How should you think about Nvidia? If you bought some shares three or more years ago — congratulations! You may now take your place alongside those thousands of Apple and Microsoft millionaires. But if you missed that opportunity, should you jump on the bandwagon now? There’s no question that artificial intelligence represents exciting prospects, nor that Nvidia, at the moment, is the alpha dog in a hungry pack of AI wannabes. But those exciting prospects appear to be reflected already in the current price. Nvidia sells today for 45 times its expected earnings. The average large-company stock has, over the past two decades, sold for 17 times its actual earnings. As the securities analysts would say, Nvidia is priced for perfection.
So, if you’re old, or old at heart, you might ask yourself this question: In what parts of your own experience — business, politics, family life — have all of the participants, year after year, executed their roles perfectly?
Now, as to the bubbles just beginning to inflate, I am tempted to say that your guess is as good as mine, but I am equally tempted to say that your guess is as good as Jerome Powell’s. Bubble detection is, by definition, an inexact science and best left to amateurs. It is the professionals who create bubbles.
My own candidate, chosen from many, would be private credit, which is a benign phrase for an old business practice — the lending of money from one party to another party in the absence of third-party scrutiny.
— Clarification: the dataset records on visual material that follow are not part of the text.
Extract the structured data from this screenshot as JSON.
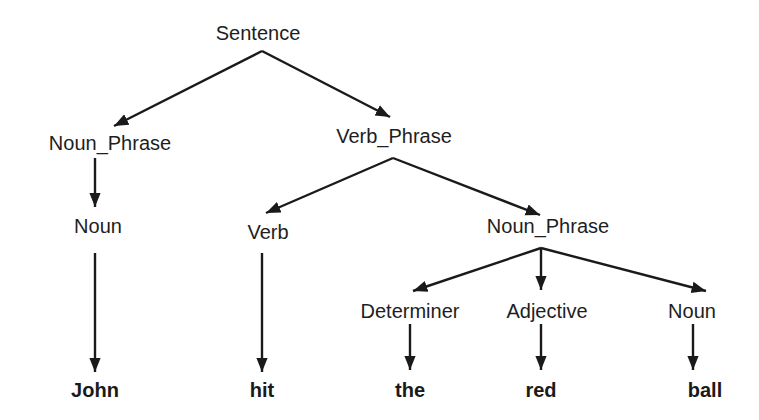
{
  "diagram": {
    "type": "parse-tree",
    "nodes": {
      "sentence": {
        "label": "Sentence",
        "x": 258,
        "y": 33
      },
      "noun_phrase_subject": {
        "label": "Noun_Phrase",
        "x": 110,
        "y": 143
      },
      "verb_phrase": {
        "label": "Verb_Phrase",
        "x": 394,
        "y": 136
      },
      "noun_subject": {
        "label": "Noun",
        "x": 98,
        "y": 226
      },
      "verb": {
        "label": "Verb",
        "x": 268,
        "y": 232
      },
      "noun_phrase_object": {
        "label": "Noun_Phrase",
        "x": 548,
        "y": 226
      },
      "determiner": {
        "label": "Determiner",
        "x": 410,
        "y": 311
      },
      "adjective": {
        "label": "Adjective",
        "x": 547,
        "y": 311
      },
      "noun_object": {
        "label": "Noun",
        "x": 692,
        "y": 311
      },
      "leaf_john": {
        "label": "John",
        "x": 95,
        "y": 390
      },
      "leaf_hit": {
        "label": "hit",
        "x": 262,
        "y": 390
      },
      "leaf_the": {
        "label": "the",
        "x": 410,
        "y": 390
      },
      "leaf_red": {
        "label": "red",
        "x": 541,
        "y": 390
      },
      "leaf_ball": {
        "label": "ball",
        "x": 705,
        "y": 390
      }
    },
    "edges": [
      {
        "from": "sentence",
        "to": "noun_phrase_subject"
      },
      {
        "from": "sentence",
        "to": "verb_phrase"
      },
      {
        "from": "noun_phrase_subject",
        "to": "noun_subject"
      },
      {
        "from": "verb_phrase",
        "to": "verb"
      },
      {
        "from": "verb_phrase",
        "to": "noun_phrase_object"
      },
      {
        "from": "noun_subject",
        "to": "leaf_john"
      },
      {
        "from": "verb",
        "to": "leaf_hit"
      },
      {
        "from": "noun_phrase_object",
        "to": "determiner"
      },
      {
        "from": "noun_phrase_object",
        "to": "adjective"
      },
      {
        "from": "noun_phrase_object",
        "to": "noun_object"
      },
      {
        "from": "determiner",
        "to": "leaf_the"
      },
      {
        "from": "adjective",
        "to": "leaf_red"
      },
      {
        "from": "noun_object",
        "to": "leaf_ball"
      }
    ],
    "colors": {
      "line": "#1a1a1a",
      "text": "#1e1e1e",
      "background": "#ffffff"
    }
  }
}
Think of it as a service provided by financial institutions that act like banks without being monitored or examined or regulated like banks. It has been a profitable business since biblical times, but only in recent times has it become a huge business. As of last December, total U.S. private-credit assets amounted to $1.7 trillion.
Just a few data points:
As a close student of human affairs once wrote: “Double, double toil and trouble / Fire burn and caldron bubble.”